Jud Bergeron, "Cyanescens," 2016, hand cut paper and spray paint, 34 x 22 x 23″

Continuing through May 28, 2016

Conflicts between warring aesthetic philosophies recur repeatedly art history, with only the battle flags changing with the times: ideal vs realistic, classic vs romantic, flatness vs spatiality, conceptual vs ‘retinal’ (to use Duchamp’s clever putdown). The newest battlefield might be between traditional media, with its emphasis on craft and the personal touch, and digital media, with its seemingly easy perfection and infinite capacity for multiplication. That this dichotomy will eventually vanish, is inevitable. The new sculptural work of Jud Bergeron, "From Analog to Digital and Back Again” (the title hints of Hobbit adventure and return), declares that the issue is easily resolved through compromise and collaboration — as will become evident to all in the fullness of time.

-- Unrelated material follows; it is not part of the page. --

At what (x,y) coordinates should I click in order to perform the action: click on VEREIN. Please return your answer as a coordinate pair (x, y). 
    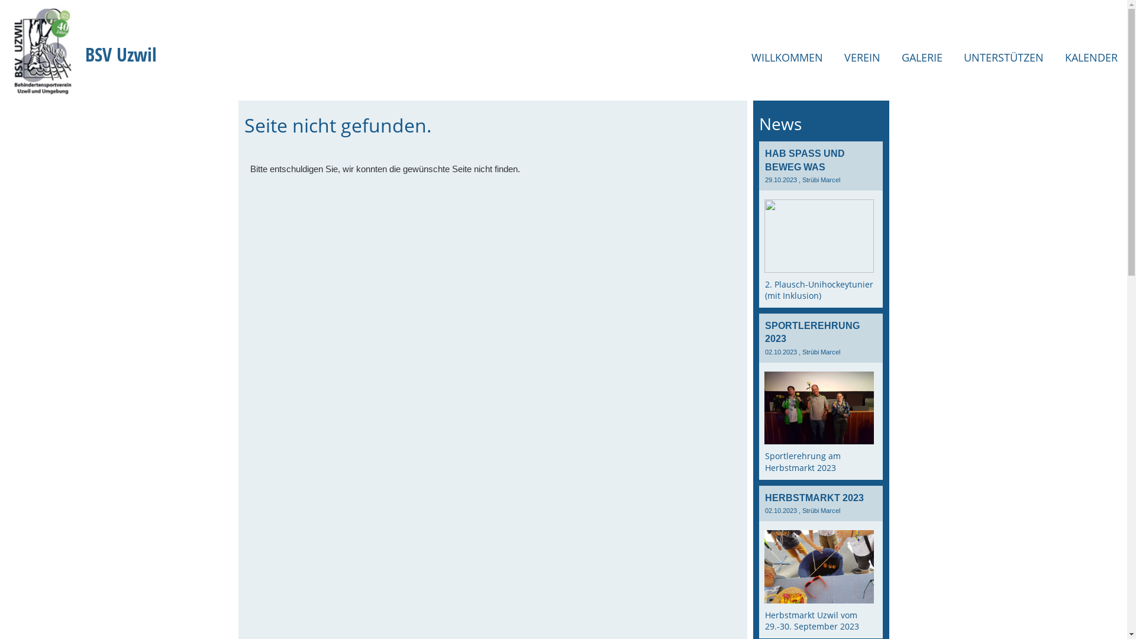
    Looking at the image, I should click on (862, 58).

Bergeron’s new abstract sculptures are made up of polygonal or crystalline formations — origami also comes to mind — sitting atop small rectangular pllinths. The artist composes the forms by airbrushing heavy paper with bright colors and cutting out irregular triangles and other polyhedrons, which he tapes together intuitively, without preconceptions along their congruent edges. The faceted composite forms of the paper originals resemble Cubist portrait heads, though adorned with a very bright, un-Cubist, Easter-egg palette; the similarly designed wall relief pieces suggest very simplified blocky topographic maps of ridges, planes and crevasses. The forms worked out, Bergeron scans the hand-built models and prints 3D duplicates which are used for casting the final sculptures in bronze or pigmented white fiberglass resin, reminiscent of polished marble or plaster. The monochrome pieces suggest mass and metamorphosis — portraits, mountains, and so on. The colored works are dematerialized and lighter in affect, almost floral — even “Demon Dog,” with its unmistakeable snout and ears.